Monday, November 11, 2013

All I Want for Christmas is … a News Drone

It’s right there on Amazon and you can buy it just in time for Santa to deliver it in his reindeer-powered drone (I think).  It is in fact a drone, but not just any drone.

This one is the DJI Phantom Aerial UAV Drone Quadcopter for GoPro, to be exact.  In the interest of full disclosure, the product and the company are not a client.  I first learned of this from a Twitter post I received a few days ago when a journalism professor from Syracuse University had posted a photo of this interesting little four-prop device that could serve as a catalyst for newsgathering of the future.

Dan Pacheco is the Peter A. Horvitz Chair in Journalism Innovation at the S.I. Newhouse School at Syracuse University, but enough of the formalities. 

Dan posted to Twitter a photo of a drone with a camera mounted on it with the caption: “Hmm, I wonder where our new dji Phantom with GoPro mount will fly on this rainy day?”


The question and the photo certainly got my attention. I haven’t really thought about the use of drone technology for other than military or law enforcement applications. 

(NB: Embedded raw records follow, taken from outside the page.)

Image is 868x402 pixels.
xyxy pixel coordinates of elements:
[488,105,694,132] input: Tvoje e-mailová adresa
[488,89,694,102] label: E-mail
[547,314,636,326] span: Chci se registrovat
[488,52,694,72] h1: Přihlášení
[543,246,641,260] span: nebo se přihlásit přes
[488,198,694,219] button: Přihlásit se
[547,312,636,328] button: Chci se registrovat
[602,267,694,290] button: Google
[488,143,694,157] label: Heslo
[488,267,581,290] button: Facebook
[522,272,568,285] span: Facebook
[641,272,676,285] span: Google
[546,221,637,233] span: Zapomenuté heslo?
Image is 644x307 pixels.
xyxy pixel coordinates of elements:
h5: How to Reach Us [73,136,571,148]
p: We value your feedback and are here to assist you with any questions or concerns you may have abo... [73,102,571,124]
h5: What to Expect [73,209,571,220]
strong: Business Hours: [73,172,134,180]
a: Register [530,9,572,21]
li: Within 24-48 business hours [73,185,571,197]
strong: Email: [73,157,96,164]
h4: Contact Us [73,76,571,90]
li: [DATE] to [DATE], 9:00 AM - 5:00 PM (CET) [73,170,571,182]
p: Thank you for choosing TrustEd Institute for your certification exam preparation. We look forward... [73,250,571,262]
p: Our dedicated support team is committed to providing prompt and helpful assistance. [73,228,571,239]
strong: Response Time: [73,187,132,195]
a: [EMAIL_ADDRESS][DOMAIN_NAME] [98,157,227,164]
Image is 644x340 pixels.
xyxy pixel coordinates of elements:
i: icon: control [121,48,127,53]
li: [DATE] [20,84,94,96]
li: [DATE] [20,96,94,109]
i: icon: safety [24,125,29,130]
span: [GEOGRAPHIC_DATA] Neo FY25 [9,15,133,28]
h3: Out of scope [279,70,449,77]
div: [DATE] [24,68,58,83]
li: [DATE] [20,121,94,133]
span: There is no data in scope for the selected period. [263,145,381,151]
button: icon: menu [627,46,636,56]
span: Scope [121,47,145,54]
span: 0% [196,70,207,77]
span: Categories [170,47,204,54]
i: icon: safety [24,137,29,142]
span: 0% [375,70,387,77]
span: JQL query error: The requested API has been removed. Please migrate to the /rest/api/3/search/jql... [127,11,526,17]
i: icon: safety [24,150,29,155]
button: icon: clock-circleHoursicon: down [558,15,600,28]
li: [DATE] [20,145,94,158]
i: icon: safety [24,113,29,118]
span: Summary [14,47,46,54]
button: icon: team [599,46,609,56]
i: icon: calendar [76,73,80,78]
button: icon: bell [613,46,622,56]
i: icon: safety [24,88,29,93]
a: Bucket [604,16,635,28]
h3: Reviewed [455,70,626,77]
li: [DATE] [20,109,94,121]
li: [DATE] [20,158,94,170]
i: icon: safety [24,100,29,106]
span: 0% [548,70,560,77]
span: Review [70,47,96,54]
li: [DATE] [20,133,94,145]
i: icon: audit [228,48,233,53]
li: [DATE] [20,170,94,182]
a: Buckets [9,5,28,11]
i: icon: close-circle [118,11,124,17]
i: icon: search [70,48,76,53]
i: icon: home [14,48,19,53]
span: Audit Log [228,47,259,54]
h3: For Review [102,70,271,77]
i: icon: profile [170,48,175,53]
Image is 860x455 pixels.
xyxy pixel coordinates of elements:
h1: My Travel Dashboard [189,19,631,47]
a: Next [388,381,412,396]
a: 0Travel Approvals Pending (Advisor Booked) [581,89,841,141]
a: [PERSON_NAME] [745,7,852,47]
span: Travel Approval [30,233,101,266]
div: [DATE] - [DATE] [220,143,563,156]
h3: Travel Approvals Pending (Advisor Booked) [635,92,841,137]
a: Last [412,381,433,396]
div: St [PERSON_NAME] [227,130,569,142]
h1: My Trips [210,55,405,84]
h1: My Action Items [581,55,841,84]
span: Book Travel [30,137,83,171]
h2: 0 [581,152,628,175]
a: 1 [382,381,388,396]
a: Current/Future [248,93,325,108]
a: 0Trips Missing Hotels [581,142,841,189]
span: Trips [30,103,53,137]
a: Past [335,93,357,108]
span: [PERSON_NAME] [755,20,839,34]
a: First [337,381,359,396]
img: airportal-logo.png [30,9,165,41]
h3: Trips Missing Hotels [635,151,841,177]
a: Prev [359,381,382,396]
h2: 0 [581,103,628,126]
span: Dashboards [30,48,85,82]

But this is for personal/private use and it’s the real thing.  And the fact that it can be used with a camera mount for newsgathering opens the door to a million possibilities.

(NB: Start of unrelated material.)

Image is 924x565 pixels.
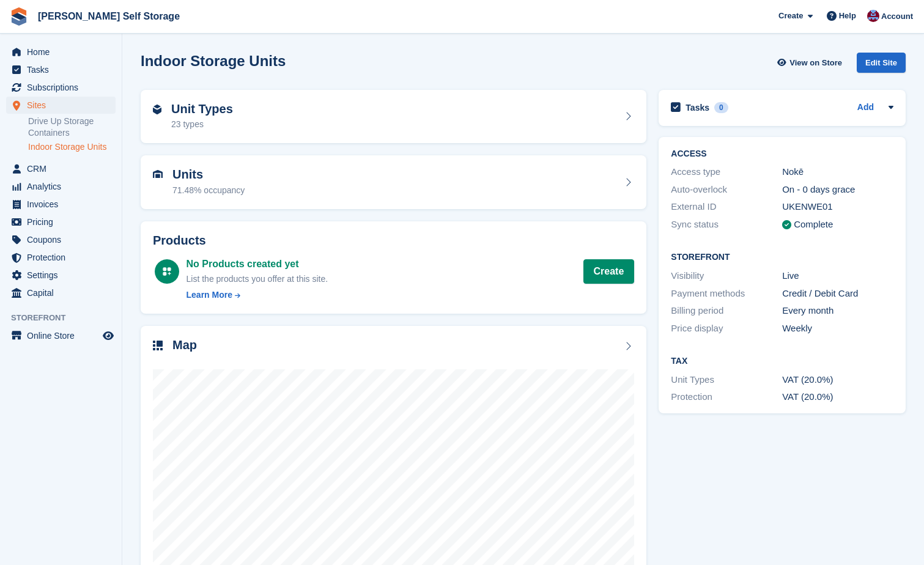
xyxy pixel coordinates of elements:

According to the drone’s descriptor on Amazon, it arrives “ready to fly.”  All you need to do is unpack it, attach the propellers, charge the “LiPo” (I’m assuming that’s a power source) and install the transmitter batteries.  I’m also guessing that however you’d like to outfit you’re drone, that’s on you as well.  So if you want to mount a camera, you have to purchase a compatible device and install that. 

Thanks to some recent news features, I’ve seen how these types of drones operate. They aren’t toys.  They tend to fly very stable and agile.  I’m not sure about this one, but they can be disarmingly quiet.  Each of these features make drones highly efficient tools for surveillance and information-gathering.

Just thinking about the drone and its potential took me back to my own early reporting days in and how such technology might have changed the way we covered news. 

Once I hid behind a patrol car as the police negotiated with a hostage-taker in a residential neighborhood.  If I had a drone, I could have flown the thing over the house or even near the house to see what was going on, though I’m sure the police commander would have had something to say about that.

Then I thought about my role as a PR person.  How will a drone affect my work in PR?

No doubt, I would have to take into account that news reporters could and would gain access to places we’d prefer they not, such as near power wires, and plant and company employees, to name a few.  Would we be within our rights to “take down” the drone if it flies into our private space?  I don’t know.  I do know that such acts of surveillance and retaliation would not come without significant controversy.

What about our own use as PR professionals?  Can we use drones to access areas that before may have been logistically impossible to access?  I would think drone technology would come in handy for capturing visuals of everything from a complex or vast manufacturing process to a store grand opening.
 

WATCH: First time students fly newsgathering drone prototype October 4, 2013 in Syracuse University's Manley Field House.

 
Dan Pacheco first started using drones on campus almost a year ago.  His purpose was to experiment with aerial footage for journalism.  Of course this is not without its challenges.

The Federal Aviation Administration (FAA) ordered a couple of state-funded journalism schools to shut down outdoor use of drones. So Syracuse uses its indoor athletic facilities to serve as laboratories for drone navigation.

From a timing standpoint, the FAA is supposed to issue a method to certify commercial drone flights by September 30, 2015. 

My apologies in advance for this (pun intended), but clearly when it comes to newsgathering drones and the possibilities, the sky’s the limit.